John Oyegun, a former chairman of the All Progressives Congress (APC), has said that the ruling party is fast becoming a threat to the legacy of President Muhammadu Buhari and his government.
The former chairman said this in reaction to the leadership crisis that has engulfed the APC following a court of appeal order upholding the suspension of Adams Oshiomhole as national chairman of the party.
While Abiola Ajimobi, a former Oyo governor, has been declared as acting chairman by the National Working Committee, Victor Giadom, controversial APC national deputy secretary, said he is in charge of the party.
In a statement on Saturday, Oyegun said in the past few months, the party has “brazenly subverted” its own principles of internal democracy.
The former chairman said APC’s victory at the 2015 presidential poll and the peaceful transfer of power that followed is a major testament of progress in the nation’s democracy but while other African countries have marched forward, Nigeria is “regressing.”
“Our own political party, the APC, is fast becoming the single most dangerous threat to the legacy of our government and our president,” he said.
“In the last few months we have watched how the party has brazenly subverted its own principles of internal democracy and flagrant violation of every rule of decent political engagement in a manner that makes everyone associated with its promise of change liable to be accused of either hypocrisy or apostasy.
“We must therefore remember that our victory in the 2015 Presidential elections and the peaceful transfer of power that followed was a major testament of progress in our nation’s journey towards real democracy.
“This unprecedented democratic achievement has since inspired progressive forces all over Africa and has become a standard by which democracy is measured in the rest of the continent.
“Unfortunately, it appears that while other countries around us have marched ahead in the democratic journey, we have largely regressed.”
Oyegun said there is a need for the national executive committee (NEC) of the APC to meet and set up a caretaker panel.
“There is a most urgent need for the party NEC to meet and institute for the party a caretaker committee (even if we have to invoke the doctrine of necessity), whose main responsibility will be to arrange for a special national convention,” he said.
The former chairman said it hurts “deeply” to see how hollow it is to mention APC and change together”.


EXERCISE: An exact reproduction of the records is required, with all images left out.

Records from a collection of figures
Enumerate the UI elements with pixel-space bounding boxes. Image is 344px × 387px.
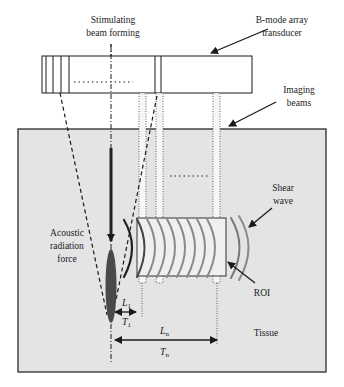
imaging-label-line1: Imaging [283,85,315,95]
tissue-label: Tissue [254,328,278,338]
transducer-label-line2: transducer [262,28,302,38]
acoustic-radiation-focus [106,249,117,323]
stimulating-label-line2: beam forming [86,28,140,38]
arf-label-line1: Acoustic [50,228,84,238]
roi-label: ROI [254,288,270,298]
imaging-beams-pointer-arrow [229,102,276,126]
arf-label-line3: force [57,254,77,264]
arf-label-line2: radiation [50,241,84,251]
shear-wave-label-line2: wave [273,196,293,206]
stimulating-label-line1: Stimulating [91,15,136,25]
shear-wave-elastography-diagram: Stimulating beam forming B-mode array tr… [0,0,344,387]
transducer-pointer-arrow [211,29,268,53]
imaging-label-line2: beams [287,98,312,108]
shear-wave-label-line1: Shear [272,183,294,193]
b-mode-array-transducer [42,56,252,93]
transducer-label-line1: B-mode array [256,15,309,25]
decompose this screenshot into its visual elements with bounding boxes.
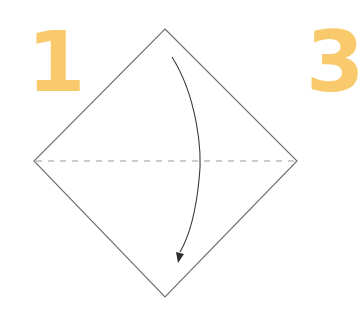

YOUR SOLUTION:
Enumerate the UI elements with pixel-space bounding boxes. Image is 344px × 387px.
imaging-label-line1: Imaging [283,85,315,95]
tissue-label: Tissue [254,328,278,338]
transducer-label-line2: transducer [262,28,302,38]
acoustic-radiation-focus [106,249,117,323]
stimulating-label-line2: beam forming [86,28,140,38]
arf-label-line1: Acoustic [50,228,84,238]
roi-label: ROI [254,288,270,298]
imaging-beams-pointer-arrow [229,102,276,126]
arf-label-line3: force [57,254,77,264]
arf-label-line2: radiation [50,241,84,251]
shear-wave-label-line2: wave [273,196,293,206]
stimulating-label-line1: Stimulating [91,15,136,25]
shear-wave-elastography-diagram: Stimulating beam forming B-mode array tr… [0,0,344,387]
transducer-pointer-arrow [211,29,268,53]
imaging-label-line2: beams [287,98,312,108]
shear-wave-label-line1: Shear [272,183,294,193]
b-mode-array-transducer [42,56,252,93]
transducer-label-line1: B-mode array [256,15,309,25]
decompose this screenshot into its visual elements with bounding boxes.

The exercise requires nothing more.